Spears has been at the center of debate over lip-synching since she arrived in Australia last week, even though it's no secret that she mimes as she dances in her circus-themed show.
The Fair Trade Minister for the state of New South Wales, Virginia Judge, ignited the debate by saying Australians would not tolerate a "Mickey Mouse" performance by Spears, who rose to fame as a member of Disney's "Mickey Mouse Club" TV series.
Judge suggested concert tickets should carry disclaimers about whether parts of concerts were pre-recorded and mimed.
Dainty said it was well known that part of Spears concert was lip-synched and blasted any inference that this was hidden.
"It's been all over the Internet for nine months," Dainty said. "This show is about an incredible spectacle, which it is."
Spears' manager Adam Leber took to Spears' Twitter account to defend the singer to her 3.7 million followers.
"Its unfortunate that one journalist in Perth didn't enjoy the show last night. Fortunately the other 18,272 fans in attendance did. - Adam" he wrote.
The management from the Burswood Dome in Perth, where Spears' show was staged, told local reporters that they had not received any complaints from the 17,000 people who were at the show. A similar number attended Spears' show the next night as well.
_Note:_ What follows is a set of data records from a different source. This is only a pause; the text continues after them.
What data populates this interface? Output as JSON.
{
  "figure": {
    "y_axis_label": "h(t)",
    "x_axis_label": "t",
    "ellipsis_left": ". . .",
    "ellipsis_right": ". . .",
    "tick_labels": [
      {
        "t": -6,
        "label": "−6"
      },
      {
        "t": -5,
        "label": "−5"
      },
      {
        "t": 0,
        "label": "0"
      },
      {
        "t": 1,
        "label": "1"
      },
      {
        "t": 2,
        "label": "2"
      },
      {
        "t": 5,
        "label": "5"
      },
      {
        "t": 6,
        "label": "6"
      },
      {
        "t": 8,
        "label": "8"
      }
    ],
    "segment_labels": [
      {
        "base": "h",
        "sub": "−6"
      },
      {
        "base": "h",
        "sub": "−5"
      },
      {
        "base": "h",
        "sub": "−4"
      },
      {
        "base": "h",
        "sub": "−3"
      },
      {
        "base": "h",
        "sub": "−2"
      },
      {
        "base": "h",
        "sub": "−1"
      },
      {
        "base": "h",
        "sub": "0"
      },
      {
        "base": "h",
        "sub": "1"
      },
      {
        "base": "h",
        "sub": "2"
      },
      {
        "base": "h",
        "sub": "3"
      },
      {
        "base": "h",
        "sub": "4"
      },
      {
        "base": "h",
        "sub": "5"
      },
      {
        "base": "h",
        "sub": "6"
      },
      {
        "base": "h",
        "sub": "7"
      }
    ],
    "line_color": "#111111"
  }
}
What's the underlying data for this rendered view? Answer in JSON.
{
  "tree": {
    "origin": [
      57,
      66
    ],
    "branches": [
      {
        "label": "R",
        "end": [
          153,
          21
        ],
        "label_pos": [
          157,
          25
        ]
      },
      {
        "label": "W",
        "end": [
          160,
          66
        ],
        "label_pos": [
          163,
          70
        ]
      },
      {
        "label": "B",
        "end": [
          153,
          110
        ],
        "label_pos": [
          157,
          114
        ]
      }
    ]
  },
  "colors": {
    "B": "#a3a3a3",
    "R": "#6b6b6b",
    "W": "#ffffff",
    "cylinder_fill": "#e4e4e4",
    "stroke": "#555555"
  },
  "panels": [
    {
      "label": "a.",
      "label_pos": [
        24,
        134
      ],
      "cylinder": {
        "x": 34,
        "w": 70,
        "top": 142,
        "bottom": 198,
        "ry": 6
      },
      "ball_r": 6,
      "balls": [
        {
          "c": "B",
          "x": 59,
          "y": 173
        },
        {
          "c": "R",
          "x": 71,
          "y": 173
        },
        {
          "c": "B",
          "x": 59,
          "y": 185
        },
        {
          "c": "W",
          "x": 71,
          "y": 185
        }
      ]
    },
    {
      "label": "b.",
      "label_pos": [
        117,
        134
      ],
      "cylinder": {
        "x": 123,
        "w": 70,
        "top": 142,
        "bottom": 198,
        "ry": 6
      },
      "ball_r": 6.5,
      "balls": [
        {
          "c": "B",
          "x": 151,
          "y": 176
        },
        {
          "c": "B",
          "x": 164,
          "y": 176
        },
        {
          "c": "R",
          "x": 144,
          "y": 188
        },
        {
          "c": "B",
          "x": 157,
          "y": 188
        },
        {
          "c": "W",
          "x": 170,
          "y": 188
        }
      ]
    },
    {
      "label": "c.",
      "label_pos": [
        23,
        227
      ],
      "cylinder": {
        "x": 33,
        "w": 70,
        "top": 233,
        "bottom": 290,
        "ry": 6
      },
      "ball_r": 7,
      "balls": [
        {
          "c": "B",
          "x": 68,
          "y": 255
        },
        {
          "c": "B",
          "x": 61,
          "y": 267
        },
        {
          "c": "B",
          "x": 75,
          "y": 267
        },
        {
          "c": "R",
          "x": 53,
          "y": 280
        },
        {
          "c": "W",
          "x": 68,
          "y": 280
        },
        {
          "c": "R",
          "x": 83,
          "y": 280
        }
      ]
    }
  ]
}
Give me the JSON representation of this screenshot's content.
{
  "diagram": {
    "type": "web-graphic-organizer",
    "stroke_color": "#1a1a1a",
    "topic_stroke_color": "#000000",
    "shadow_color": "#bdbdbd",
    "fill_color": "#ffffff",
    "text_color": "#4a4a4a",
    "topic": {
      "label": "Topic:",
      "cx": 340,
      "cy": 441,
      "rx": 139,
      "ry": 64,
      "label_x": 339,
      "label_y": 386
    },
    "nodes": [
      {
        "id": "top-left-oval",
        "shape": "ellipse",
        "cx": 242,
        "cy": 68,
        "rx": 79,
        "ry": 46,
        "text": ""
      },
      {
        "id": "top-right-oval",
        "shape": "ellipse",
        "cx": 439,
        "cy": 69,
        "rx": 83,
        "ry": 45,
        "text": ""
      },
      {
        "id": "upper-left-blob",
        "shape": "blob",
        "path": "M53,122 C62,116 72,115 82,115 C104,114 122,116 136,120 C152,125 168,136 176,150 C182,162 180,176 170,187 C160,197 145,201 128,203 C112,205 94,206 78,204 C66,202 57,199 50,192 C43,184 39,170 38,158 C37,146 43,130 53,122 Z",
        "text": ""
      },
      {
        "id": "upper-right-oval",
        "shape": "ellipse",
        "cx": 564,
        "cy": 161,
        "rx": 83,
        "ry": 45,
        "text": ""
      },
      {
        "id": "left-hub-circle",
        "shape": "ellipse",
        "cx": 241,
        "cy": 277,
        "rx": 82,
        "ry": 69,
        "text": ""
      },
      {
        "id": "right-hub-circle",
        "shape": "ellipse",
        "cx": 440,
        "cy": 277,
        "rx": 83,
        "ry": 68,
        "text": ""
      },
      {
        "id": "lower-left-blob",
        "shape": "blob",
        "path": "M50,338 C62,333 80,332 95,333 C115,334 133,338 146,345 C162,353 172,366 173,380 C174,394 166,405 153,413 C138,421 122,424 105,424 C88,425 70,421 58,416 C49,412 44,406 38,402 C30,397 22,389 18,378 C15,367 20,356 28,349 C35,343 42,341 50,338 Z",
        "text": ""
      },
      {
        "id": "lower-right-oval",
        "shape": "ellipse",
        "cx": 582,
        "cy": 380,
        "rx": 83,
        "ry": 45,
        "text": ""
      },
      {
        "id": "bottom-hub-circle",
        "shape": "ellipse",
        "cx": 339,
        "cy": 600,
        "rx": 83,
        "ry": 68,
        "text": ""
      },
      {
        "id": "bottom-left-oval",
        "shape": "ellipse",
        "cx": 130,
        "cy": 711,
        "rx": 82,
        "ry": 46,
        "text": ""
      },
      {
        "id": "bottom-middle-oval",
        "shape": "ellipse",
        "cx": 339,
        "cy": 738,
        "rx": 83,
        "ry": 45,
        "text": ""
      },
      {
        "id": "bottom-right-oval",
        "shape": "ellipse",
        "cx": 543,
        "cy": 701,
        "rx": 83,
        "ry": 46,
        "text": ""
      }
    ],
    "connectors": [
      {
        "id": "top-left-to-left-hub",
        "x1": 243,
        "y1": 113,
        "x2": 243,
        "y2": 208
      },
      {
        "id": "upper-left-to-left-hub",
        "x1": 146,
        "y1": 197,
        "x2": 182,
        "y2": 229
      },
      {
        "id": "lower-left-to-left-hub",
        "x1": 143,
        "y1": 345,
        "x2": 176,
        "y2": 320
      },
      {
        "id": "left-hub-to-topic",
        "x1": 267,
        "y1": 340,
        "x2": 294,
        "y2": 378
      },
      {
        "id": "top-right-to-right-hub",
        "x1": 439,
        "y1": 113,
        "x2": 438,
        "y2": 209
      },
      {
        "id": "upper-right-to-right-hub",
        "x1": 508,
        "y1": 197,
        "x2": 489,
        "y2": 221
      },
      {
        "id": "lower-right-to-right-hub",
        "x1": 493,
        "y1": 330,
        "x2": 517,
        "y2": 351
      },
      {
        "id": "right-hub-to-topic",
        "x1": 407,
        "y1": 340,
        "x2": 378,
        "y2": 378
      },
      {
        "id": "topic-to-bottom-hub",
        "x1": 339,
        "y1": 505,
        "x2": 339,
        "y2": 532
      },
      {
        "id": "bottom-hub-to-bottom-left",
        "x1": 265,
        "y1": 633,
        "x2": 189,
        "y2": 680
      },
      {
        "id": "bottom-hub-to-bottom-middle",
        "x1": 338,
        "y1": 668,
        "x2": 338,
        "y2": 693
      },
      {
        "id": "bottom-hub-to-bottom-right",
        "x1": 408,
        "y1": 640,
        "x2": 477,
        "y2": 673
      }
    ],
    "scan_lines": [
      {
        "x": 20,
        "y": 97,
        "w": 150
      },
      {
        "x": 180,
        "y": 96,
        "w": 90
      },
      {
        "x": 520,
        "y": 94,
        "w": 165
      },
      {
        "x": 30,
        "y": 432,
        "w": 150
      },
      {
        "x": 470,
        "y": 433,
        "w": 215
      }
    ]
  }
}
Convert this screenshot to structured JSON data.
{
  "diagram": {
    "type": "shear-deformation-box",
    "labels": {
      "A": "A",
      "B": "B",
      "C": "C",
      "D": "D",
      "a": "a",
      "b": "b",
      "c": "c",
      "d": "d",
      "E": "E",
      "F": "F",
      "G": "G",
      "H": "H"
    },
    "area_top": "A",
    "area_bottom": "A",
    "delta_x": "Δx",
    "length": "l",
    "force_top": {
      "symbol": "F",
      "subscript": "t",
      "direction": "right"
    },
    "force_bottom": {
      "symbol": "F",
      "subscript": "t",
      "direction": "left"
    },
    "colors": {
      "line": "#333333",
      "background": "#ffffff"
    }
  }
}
Thousands of fans flooded Spears' personal website and Twitter to congratulate her on her comeback, describing her Perth performances as "amazing," "awesome" and "brilliant."
(Editing by Miral Fahmy)
Timberlake granted restraining order against woman
Associated Press -
LOS ANGELES - A judge on Monday ordered a woman to stay away from Justin Timberlake for the next three years.
Timberlake wrote in court filings that Karen McNeil repeatedly showed up at his house and trespassed on his property last month.
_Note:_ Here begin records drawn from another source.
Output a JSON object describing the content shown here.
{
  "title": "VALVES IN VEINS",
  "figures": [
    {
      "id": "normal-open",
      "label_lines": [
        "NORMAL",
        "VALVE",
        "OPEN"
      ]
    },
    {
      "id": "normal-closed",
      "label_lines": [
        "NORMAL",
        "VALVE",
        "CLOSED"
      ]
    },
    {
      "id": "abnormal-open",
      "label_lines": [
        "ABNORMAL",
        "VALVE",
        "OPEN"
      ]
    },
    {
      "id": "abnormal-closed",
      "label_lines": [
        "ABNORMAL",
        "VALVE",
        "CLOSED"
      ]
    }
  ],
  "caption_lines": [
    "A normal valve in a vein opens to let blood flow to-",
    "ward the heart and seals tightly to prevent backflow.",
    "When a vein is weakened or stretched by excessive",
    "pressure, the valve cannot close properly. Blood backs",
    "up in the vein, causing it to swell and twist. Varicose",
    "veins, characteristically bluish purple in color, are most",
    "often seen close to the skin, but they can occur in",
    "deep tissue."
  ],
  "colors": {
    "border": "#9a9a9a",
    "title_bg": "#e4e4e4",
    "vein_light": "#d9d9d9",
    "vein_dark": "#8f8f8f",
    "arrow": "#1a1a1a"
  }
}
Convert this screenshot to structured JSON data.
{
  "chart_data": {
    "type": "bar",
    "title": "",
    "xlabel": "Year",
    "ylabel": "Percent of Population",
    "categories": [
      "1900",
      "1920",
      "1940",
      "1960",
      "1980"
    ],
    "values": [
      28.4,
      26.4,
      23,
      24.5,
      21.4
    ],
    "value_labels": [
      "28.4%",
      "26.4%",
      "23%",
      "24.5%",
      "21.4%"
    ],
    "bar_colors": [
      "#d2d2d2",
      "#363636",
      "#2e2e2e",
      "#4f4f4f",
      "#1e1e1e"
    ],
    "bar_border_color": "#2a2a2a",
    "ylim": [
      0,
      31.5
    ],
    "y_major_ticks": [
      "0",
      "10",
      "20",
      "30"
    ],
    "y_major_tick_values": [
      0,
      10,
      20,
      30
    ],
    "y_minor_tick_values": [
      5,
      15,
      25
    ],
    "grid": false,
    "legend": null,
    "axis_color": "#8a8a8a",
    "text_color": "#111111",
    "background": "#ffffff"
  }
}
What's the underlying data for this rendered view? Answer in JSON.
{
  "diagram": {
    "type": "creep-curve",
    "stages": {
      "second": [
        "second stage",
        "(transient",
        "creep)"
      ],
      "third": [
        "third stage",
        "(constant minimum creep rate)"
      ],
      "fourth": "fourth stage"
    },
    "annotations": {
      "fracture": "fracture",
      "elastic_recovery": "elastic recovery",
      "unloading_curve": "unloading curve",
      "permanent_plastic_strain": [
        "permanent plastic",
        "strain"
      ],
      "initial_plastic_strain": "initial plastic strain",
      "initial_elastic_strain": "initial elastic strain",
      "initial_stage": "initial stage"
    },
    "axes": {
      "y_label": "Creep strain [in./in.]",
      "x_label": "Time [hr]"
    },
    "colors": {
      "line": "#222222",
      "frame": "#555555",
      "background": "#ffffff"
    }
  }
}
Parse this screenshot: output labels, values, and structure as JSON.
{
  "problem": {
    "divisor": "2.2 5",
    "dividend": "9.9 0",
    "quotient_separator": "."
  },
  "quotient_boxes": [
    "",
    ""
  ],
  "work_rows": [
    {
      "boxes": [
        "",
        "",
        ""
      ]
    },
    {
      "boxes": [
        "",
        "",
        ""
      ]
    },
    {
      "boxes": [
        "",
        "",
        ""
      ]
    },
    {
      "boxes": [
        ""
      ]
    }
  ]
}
McNeil, who represented herself in the case, opposed the court order, writing in a court document that she thought she was destined to marry Timberlake and "to rule" with him.
During the hearing, Judge David S. Cunningham III ordered a five-minute recess after an outburst by McNeil when the judge issued the order.
Outside court, McNeil said, "That was all lies. I did not break into Justin's house. I was let on the property."
The 28-year-old Timberlake was filming a movie and didn't appear in court. He has won multiple Grammy Awards for songs such as "SexyBack" and "Cry Me a River."